Moody's downgraded Dye & Durham Corporation's corporate family rating to Caa1 from B3 on 26 June 2026, citing ongoing operational challenges, high governance risk from management turnover and shareholder activism, and expectations that EBITDA growth will be constrained, preventing debt/EBITDA from falling below 7x by fiscal 2027. The probability‑of‑default rating was also cut to Caa1‑PD from B3‑PD, and the agency lowered the ratings on the senior secured revolving credit facility, term loan B and senior secured notes to Caa1 from B2. The speculative‑grade liquidity rating fell to SGL‑4 from SGL‑3, with a negative outlook.

As of the twelve months ended 31 March 2026, Dye & Durham reported a debt‑to‑EBITDA ratio of 7.7x. Liquidity is weak through 30 June 2027, with cash of C$36 million as of 31 March 2026 and projected free‑cash‑flow of approximately C$20 million over the next four quarters, against contingent consideration obligations of about C$30 million and total liquid sources of roughly C$56 million. The C$105 million senior secured revolving credit facility, expiring 2029, is not counted as a liquidity source because covenant compliance restricts access; the facility is subject to a spring‑forward first‑lien net‑leverage covenant of 5.8x when utilization exceeds 35%, with headroom around 5% as of 31 March 2026.

The company’s capital structure includes a C$105 million revolving facility, a US$350 million first‑lien senior secured term loan B due 2031, and US$555 million senior secured notes due 2029, all now rated Caa1. Additionally, it holds C$148 million of unrated convertible senior unsecured debentures due 2028, and Moody’s noted that loss‑absorption capacity was reduced after the repayment of C$185 million of convertible notes in March 2026.

Moody’s indicated that an upgrade would be possible if Dye & Durham can profitably increase scale and recurring revenue, generate consistent positive free cash flow, maintain debt/EBITDA below 6.5x and achieve an EBITA‑to‑interest coverage ratio above 1.5x. Conversely, the rating could be further downgraded if liquidity constraints are not remedied promptly, if a debt restructuring becomes likely, or if revenue and EBITDA declines are not reversed in a reasonable timeframe.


◆ Assignment
Give the records again exactly, with every character kept.
>>
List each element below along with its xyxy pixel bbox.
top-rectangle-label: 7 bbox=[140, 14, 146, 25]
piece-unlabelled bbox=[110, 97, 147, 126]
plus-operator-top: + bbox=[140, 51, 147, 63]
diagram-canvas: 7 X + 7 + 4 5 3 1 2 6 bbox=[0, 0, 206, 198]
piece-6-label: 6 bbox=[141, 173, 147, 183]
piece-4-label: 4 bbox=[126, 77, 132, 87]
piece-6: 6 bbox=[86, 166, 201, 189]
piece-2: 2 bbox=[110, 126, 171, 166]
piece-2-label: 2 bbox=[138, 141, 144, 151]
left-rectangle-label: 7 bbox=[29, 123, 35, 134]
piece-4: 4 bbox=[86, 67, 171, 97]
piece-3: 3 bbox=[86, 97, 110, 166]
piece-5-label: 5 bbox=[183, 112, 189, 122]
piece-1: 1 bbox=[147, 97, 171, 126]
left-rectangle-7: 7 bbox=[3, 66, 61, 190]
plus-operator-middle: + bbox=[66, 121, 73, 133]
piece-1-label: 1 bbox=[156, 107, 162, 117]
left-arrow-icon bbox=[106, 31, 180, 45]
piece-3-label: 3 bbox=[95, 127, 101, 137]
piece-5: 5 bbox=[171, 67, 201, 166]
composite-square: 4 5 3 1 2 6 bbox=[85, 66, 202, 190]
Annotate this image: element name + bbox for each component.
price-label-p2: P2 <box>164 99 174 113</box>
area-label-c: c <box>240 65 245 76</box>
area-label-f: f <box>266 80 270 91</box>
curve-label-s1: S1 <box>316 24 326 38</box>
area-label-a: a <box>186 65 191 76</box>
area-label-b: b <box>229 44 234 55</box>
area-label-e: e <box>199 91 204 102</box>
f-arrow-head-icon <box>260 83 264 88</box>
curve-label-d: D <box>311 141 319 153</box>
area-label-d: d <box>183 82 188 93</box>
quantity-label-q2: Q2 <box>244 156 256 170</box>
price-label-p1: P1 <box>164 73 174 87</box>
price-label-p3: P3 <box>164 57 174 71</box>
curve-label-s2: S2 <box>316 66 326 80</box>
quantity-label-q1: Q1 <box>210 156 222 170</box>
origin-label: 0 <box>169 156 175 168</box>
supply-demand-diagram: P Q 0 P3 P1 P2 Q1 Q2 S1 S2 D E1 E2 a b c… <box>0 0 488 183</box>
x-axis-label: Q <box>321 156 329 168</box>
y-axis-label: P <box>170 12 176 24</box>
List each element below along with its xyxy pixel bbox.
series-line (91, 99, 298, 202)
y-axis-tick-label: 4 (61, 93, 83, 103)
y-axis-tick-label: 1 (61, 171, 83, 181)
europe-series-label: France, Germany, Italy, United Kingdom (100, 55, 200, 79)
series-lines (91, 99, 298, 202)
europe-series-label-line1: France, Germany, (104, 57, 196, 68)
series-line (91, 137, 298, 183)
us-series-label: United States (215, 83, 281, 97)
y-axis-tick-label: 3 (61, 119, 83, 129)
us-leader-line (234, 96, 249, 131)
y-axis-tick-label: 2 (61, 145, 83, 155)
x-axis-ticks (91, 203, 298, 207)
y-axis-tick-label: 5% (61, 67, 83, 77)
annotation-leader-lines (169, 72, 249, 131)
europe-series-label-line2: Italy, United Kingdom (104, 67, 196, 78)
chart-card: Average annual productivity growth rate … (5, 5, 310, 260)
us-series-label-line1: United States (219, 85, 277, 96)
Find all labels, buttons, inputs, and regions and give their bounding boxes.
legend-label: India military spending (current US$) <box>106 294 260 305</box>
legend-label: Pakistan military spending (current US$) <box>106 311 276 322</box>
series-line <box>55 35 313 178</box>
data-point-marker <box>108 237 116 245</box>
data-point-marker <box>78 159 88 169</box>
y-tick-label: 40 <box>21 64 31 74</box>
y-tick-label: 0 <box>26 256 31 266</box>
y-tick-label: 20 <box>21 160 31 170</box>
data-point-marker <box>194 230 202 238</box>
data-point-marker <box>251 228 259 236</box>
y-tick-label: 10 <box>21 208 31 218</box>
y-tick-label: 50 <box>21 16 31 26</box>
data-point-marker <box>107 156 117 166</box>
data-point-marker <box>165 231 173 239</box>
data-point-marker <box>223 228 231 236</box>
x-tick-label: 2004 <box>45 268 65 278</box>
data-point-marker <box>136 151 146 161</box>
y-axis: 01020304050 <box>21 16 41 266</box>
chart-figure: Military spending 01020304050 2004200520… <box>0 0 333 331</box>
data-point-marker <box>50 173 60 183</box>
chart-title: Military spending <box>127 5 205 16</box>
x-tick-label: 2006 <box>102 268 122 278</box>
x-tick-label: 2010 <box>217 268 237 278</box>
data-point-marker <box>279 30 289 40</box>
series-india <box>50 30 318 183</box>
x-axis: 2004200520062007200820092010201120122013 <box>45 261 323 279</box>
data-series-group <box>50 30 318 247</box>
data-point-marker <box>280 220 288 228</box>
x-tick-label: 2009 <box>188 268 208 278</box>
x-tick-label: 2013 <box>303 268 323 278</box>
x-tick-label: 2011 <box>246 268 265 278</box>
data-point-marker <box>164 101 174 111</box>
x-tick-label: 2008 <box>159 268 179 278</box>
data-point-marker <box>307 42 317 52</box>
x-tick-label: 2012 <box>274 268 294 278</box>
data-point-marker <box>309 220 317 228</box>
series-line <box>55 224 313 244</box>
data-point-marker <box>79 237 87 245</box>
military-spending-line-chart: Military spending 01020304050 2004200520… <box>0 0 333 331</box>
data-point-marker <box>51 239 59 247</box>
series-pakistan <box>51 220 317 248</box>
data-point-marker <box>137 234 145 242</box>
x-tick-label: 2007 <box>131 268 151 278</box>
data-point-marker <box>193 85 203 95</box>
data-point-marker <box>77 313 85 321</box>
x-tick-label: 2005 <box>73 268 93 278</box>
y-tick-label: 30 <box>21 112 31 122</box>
<<
◆ Response for this exercise
List each element below along with its xyxy pixel bbox.
top-rectangle-label: 7 bbox=[140, 14, 146, 25]
piece-unlabelled bbox=[110, 97, 147, 126]
plus-operator-top: + bbox=[140, 51, 147, 63]
diagram-canvas: 7 X + 7 + 4 5 3 1 2 6 bbox=[0, 0, 206, 198]
piece-6-label: 6 bbox=[141, 173, 147, 183]
piece-4-label: 4 bbox=[126, 77, 132, 87]
piece-6: 6 bbox=[86, 166, 201, 189]
piece-2: 2 bbox=[110, 126, 171, 166]
piece-2-label: 2 bbox=[138, 141, 144, 151]
left-rectangle-label: 7 bbox=[29, 123, 35, 134]
piece-4: 4 bbox=[86, 67, 171, 97]
piece-3: 3 bbox=[86, 97, 110, 166]
piece-5-label: 5 bbox=[183, 112, 189, 122]
piece-1: 1 bbox=[147, 97, 171, 126]
left-rectangle-7: 7 bbox=[3, 66, 61, 190]
plus-operator-middle: + bbox=[66, 121, 73, 133]
piece-1-label: 1 bbox=[156, 107, 162, 117]
left-arrow-icon bbox=[106, 31, 180, 45]
piece-3-label: 3 bbox=[95, 127, 101, 137]
piece-5: 5 bbox=[171, 67, 201, 166]
composite-square: 4 5 3 1 2 6 bbox=[85, 66, 202, 190]
Annotate this image: element name + bbox for each component.
price-label-p2: P2 <box>164 99 174 113</box>
area-label-c: c <box>240 65 245 76</box>
area-label-f: f <box>266 80 270 91</box>
curve-label-s1: S1 <box>316 24 326 38</box>
area-label-a: a <box>186 65 191 76</box>
area-label-b: b <box>229 44 234 55</box>
area-label-e: e <box>199 91 204 102</box>
f-arrow-head-icon <box>260 83 264 88</box>
curve-label-d: D <box>311 141 319 153</box>
area-label-d: d <box>183 82 188 93</box>
quantity-label-q2: Q2 <box>244 156 256 170</box>
price-label-p1: P1 <box>164 73 174 87</box>
price-label-p3: P3 <box>164 57 174 71</box>
curve-label-s2: S2 <box>316 66 326 80</box>
quantity-label-q1: Q1 <box>210 156 222 170</box>
origin-label: 0 <box>169 156 175 168</box>
supply-demand-diagram: P Q 0 P3 P1 P2 Q1 Q2 S1 S2 D E1 E2 a b c… <box>0 0 488 183</box>
x-axis-label: Q <box>321 156 329 168</box>
y-axis-label: P <box>170 12 176 24</box>
List each element below along with its xyxy pixel bbox.
series-line (91, 99, 298, 202)
y-axis-tick-label: 4 (61, 93, 83, 103)
y-axis-tick-label: 1 (61, 171, 83, 181)
europe-series-label: France, Germany, Italy, United Kingdom (100, 55, 200, 79)
series-lines (91, 99, 298, 202)
europe-series-label-line1: France, Germany, (104, 57, 196, 68)
series-line (91, 137, 298, 183)
us-series-label: United States (215, 83, 281, 97)
y-axis-tick-label: 3 (61, 119, 83, 129)
us-leader-line (234, 96, 249, 131)
y-axis-tick-label: 2 (61, 145, 83, 155)
x-axis-ticks (91, 203, 298, 207)
y-axis-tick-label: 5% (61, 67, 83, 77)
annotation-leader-lines (169, 72, 249, 131)
europe-series-label-line2: Italy, United Kingdom (104, 67, 196, 78)
chart-card: Average annual productivity growth rate … (5, 5, 310, 260)
us-series-label-line1: United States (219, 85, 277, 96)
Find all labels, buttons, inputs, and regions and give their bounding boxes.
legend-label: India military spending (current US$) <box>106 294 260 305</box>
legend-label: Pakistan military spending (current US$) <box>106 311 276 322</box>
series-line <box>55 35 313 178</box>
data-point-marker <box>108 237 116 245</box>
data-point-marker <box>78 159 88 169</box>
y-tick-label: 40 <box>21 64 31 74</box>
y-tick-label: 0 <box>26 256 31 266</box>
y-tick-label: 20 <box>21 160 31 170</box>
data-point-marker <box>194 230 202 238</box>
data-point-marker <box>251 228 259 236</box>
y-tick-label: 10 <box>21 208 31 218</box>
y-tick-label: 50 <box>21 16 31 26</box>
data-point-marker <box>107 156 117 166</box>
data-point-marker <box>165 231 173 239</box>
data-point-marker <box>223 228 231 236</box>
x-tick-label: 2004 <box>45 268 65 278</box>
data-point-marker <box>136 151 146 161</box>
y-axis: 01020304050 <box>21 16 41 266</box>
chart-figure: Military spending 01020304050 2004200520… <box>0 0 333 331</box>
data-point-marker <box>50 173 60 183</box>
chart-title: Military spending <box>127 5 205 16</box>
x-tick-label: 2006 <box>102 268 122 278</box>
x-tick-label: 2010 <box>217 268 237 278</box>
data-point-marker <box>279 30 289 40</box>
series-india <box>50 30 318 183</box>
x-axis: 2004200520062007200820092010201120122013 <box>45 261 323 279</box>
data-series-group <box>50 30 318 247</box>
data-point-marker <box>280 220 288 228</box>
x-tick-label: 2009 <box>188 268 208 278</box>
x-tick-label: 2013 <box>303 268 323 278</box>
x-tick-label: 2011 <box>246 268 265 278</box>
data-point-marker <box>164 101 174 111</box>
x-tick-label: 2008 <box>159 268 179 278</box>
data-point-marker <box>307 42 317 52</box>
x-tick-label: 2012 <box>274 268 294 278</box>
data-point-marker <box>309 220 317 228</box>
series-line <box>55 224 313 244</box>
data-point-marker <box>79 237 87 245</box>
military-spending-line-chart: Military spending 01020304050 2004200520… <box>0 0 333 331</box>
data-point-marker <box>51 239 59 247</box>
series-pakistan <box>51 220 317 248</box>
data-point-marker <box>137 234 145 242</box>
x-tick-label: 2007 <box>131 268 151 278</box>
data-point-marker <box>193 85 203 95</box>
data-point-marker <box>77 313 85 321</box>
x-tick-label: 2005 <box>73 268 93 278</box>
y-tick-label: 30 <box>21 112 31 122</box>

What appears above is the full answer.